Tuesday, December 1, 2015

Ludolf Nielsen - Lackschmi (Complete Ballet) - "Isabella" Overture - Queensland Symphony Orchestra, Werner Andreas Albert - CPO Records 2006

Hello everyone. I know it's been quiet around here, been busy but I am (mostly) back to share the wealth :) Here is one highly interesting offering before I get to work.

Ludolf Nielsen (absolutely no relation to the great Carl Nielsen - although they were close contemporaries - Carl Nielsen was the elder by 11 years) was an extremely gifted composer and lately I have been exploring his music again. This highly enjoyable disc is full of some of Nielsen's most colorful and exciting music. 



Ludolf Nielsen (January 29th, 1876 to October 16th, 1939) was a Danish composer, violinist, conductor, and a pianist. Today he is considered as one of the most important Danish composers of the early 1900s. He belongs among the last Danish Romantics and in his own refined way he continued the National Romantic tradition, but also incorporated many new features from Late Romantic music abroad (such as the exoticism we hear in the exciting Lackschmi Ballet). Nielsen was born in Nørre Tvede, Denmark, and although his family lacked any musicians Ludolf took to music at a very young age. Like his namesake Carl Nielsen, Ludolf Nielsen was from a peasant family, and as a young boy he took violin lessons from local fiddlers (when he was eight he played at local festivals and other country occasions). 

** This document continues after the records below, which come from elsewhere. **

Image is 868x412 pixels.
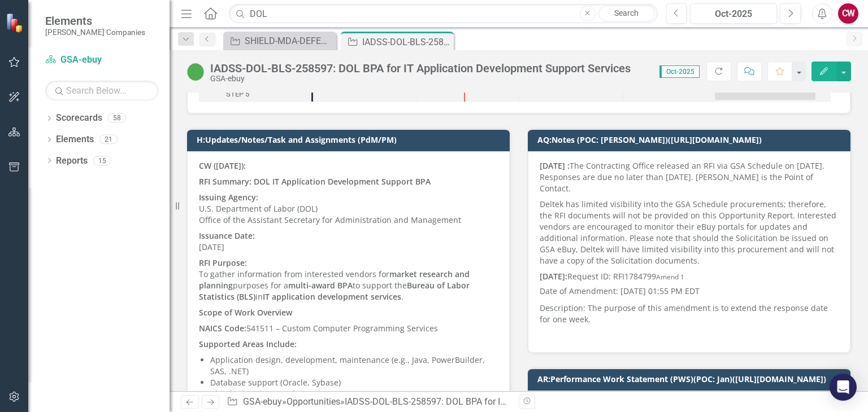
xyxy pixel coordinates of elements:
[199,161,245,171] strong: CW ([DATE]):
[210,62,630,74] div: IADSS-DOL-BLS-258597: DOL BPA for IT Application Development Support Services
[199,176,431,187] strong: RFI Summary: DOL IT Application Development Support BPA
[199,230,255,241] strong: Issuance Date:
[45,54,158,67] a: GSA-ebuy
[538,375,845,384] h3: AR:Performance Work Statement (PWS)(POC: Jan)([URL][DOMAIN_NAME])
[691,4,777,24] button: Oct-2025
[245,34,334,48] div: SHIELD-MDA-DEFENSE-254898: MULTIPLE AWARD SCALABLE HOMELAND INNOVATIVE ENTERPRISE LAYERED DEFENSE...
[108,114,126,124] div: 58
[210,74,630,83] div: GSA-ebuy
[540,197,839,269] p: Deltek has limited visibility into the GSA Schedule procurements; therefore, the RFI documents wi...
[45,27,146,37] small: [PERSON_NAME] Companies
[538,136,845,144] h3: AQ:Notes (POC: [PERSON_NAME])([URL][DOMAIN_NAME])
[199,258,247,268] strong: RFI Purpose:
[199,255,498,305] p: To gather information from interested vendors for purposes for a to support the in .
[263,291,402,302] strong: IT application development services
[186,63,205,81] img: Active
[540,301,839,327] p: Description: The purpose of this amendment is to extend the response date for one week.
[227,396,510,408] div: » »
[199,87,312,101] div: STEP 5
[56,133,94,146] a: Elements
[210,388,498,400] li: Cloud migration & FedRAMP
[100,135,117,145] div: 21
[56,112,102,124] a: Scorecards
[830,374,857,401] div: Open Intercom Messenger
[199,339,297,349] strong: Supported Areas Include:
[94,156,111,166] div: 15
[226,34,334,48] a: SHIELD-MDA-DEFENSE-254898: MULTIPLE AWARD SCALABLE HOMELAND INNOVATIVE ENTERPRISE LAYERED DEFENSE...
[199,228,498,255] p: [DATE]
[540,287,839,296] h6: Date of Amendment: [DATE] 01:55 PM EDT
[599,5,655,21] a: Search
[197,136,504,144] h3: H:Updates/Notes/Task and Assignments (PdM/PM)
[344,396,678,408] div: IADSS-DOL-BLS-258597: DOL BPA for IT Application Development Support Services
[656,273,684,281] small: Amend 1
[199,321,498,337] p: 541511 – Custom Computer Programming Services
[540,161,839,197] p: The Contracting Office released an RFI via GSA Schedule on [DATE]. Responses are due no later tha...
[838,4,858,24] button: CW
[362,35,451,49] div: IADSS-DOL-BLS-258597: DOL BPA for IT Application Development Support Services
[287,396,340,408] a: Opportunities
[540,271,568,281] strong: [DATE]:
[210,378,498,388] li: Database support (Oracle, Sybase)
[199,192,259,203] strong: Issuing Agency:
[288,281,352,291] strong: multi-award BPA
[199,323,246,333] strong: NAICS Code:
[45,81,158,101] input: Search Below...
[199,190,498,228] p: U.S. Department of Labor (DOL) Office of the Assistant Secretary for Administration and Management
[226,87,249,101] div: STEP 5
[540,161,570,171] strong: [DATE] :
[199,269,470,291] strong: market research and planning
[540,269,839,285] p: Request ID: RFI1784799
[715,88,816,100] div: Task: Start date: 2025-12-28 End date: 2026-01-27
[243,396,282,408] a: GSA-ebuy
[660,65,700,78] span: Oct-2025
[199,87,312,101] div: Task: Start date: 2025-12-28 End date: 2026-01-27
[56,154,87,168] a: Reports
[45,14,146,27] span: Elements
[5,11,26,33] img: ClearPoint Strategy
[229,4,657,24] input: Search ClearPoint...
[694,7,774,21] div: Oct-2025
[199,281,470,302] strong: Bureau of Labor Statistics (BLS)
[199,307,292,318] strong: Scope of Work Overview
[210,355,498,378] li: Application design, development, maintenance (e.g., Java, PowerBuilder, SAS, .NET)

In his mid-teens, he moved to Copenhagen, which exposed to a much more musical society. When he was 19, Ludolf won a scholarship to the Danish Royal Academy of Music from a contest. There, he studied violin, piano, and music theory. Supposedly, his composing talents were self-taught, and Ludolf mastered the art of composition quickly. His considerable skill in orchestration towered above the Danish standard of the day, with the exception of course of Carl Nielsen, the greatest Danish composer of all time. It was when he was about 20 that Ludolf Nielsen started composing music seriously, and soon thereafter he also sent his time as a violinist with the Tivoli Orchestra. Some of his works were performed in 1899, but his first major success was with the symphonic poem "Regnar Lodbrog" (about a legendary Norse ruler) which gained him an additional scholarship that let him spend time in the musically rich city of Leipzig, there he composed a few string quartets and had them published. He returned to Copenhagen and was conductor of the Tivoli Orchestra. In 1902, he composed his First Symphony, and between 1903-1905 a tone poem "From the Mountains". Just after his marriage in 1907, Nielsen composed a Romance for Violin (1908) and his Second Symphony (1907-1909). Like many other artists of the time, World War I had a profound affect on Nielsen, and he didn't compose anything else until 1914, which brought his Symphony No. 3. After the War, he became a private music teacher for a period of time, then returned to composing. The two most important works from this period are his ballet "Lackschmi" (Lakshmi is the goddess of wealth beauty, luck, light, wisdom) of 1922 which was a great success for the Royal Ballet, and the orchestral suite "Skovvandring" (Forest Journey). Later works, for example the choral work "Babelstårnet" (The Tower of Babel) and the last of his three symphonies, have a Symbolistic, philosophical content, while his last compositions are leaner and marked by nature lyricism. After these major works Nielsen wrote almost 100 Lieder. Between 1926 and 1939, Ludolf worked as a programmer for the Danish National Radio Corporation, and with the exception of a few radio plays, he ceased composing. Nielsen died in Copenhagen on October 16th, 1939 at the age of 63.

I will likely share all of the Dacapo discs and a few more on CPO soonish.


1) Overture "Isabella" Op.10

"Lackschmi" 

2) Prelude/Indian March
3) Lackschmi's Dance
4) Padmavati's Dance
5) Lento Appassionato
6) Interlude
7) Scene Music
8) Scene Music/Entry March
9) Bayadere Dance
10) Ino's Dance
11) The Tournament
12) The Contest Between The Prince And Veramadeva
13) Lento
14) Allegro Ma Non Troppo
15)The Dance Of Death/The Flames  

Enjoy!

Ludolf_Nielsen-Lakshmi-Tzadik.zip

http://www2.zippyshare.com/v/cJYwqpVw/file.html

2 comments:

Scraps said...

I love CPO's cover design.

Tzadik said...

Hi Scraps, I have to agree! Then again I love Asian art in general, and ancient Indian paintings, scrolls and tapestries are just divine.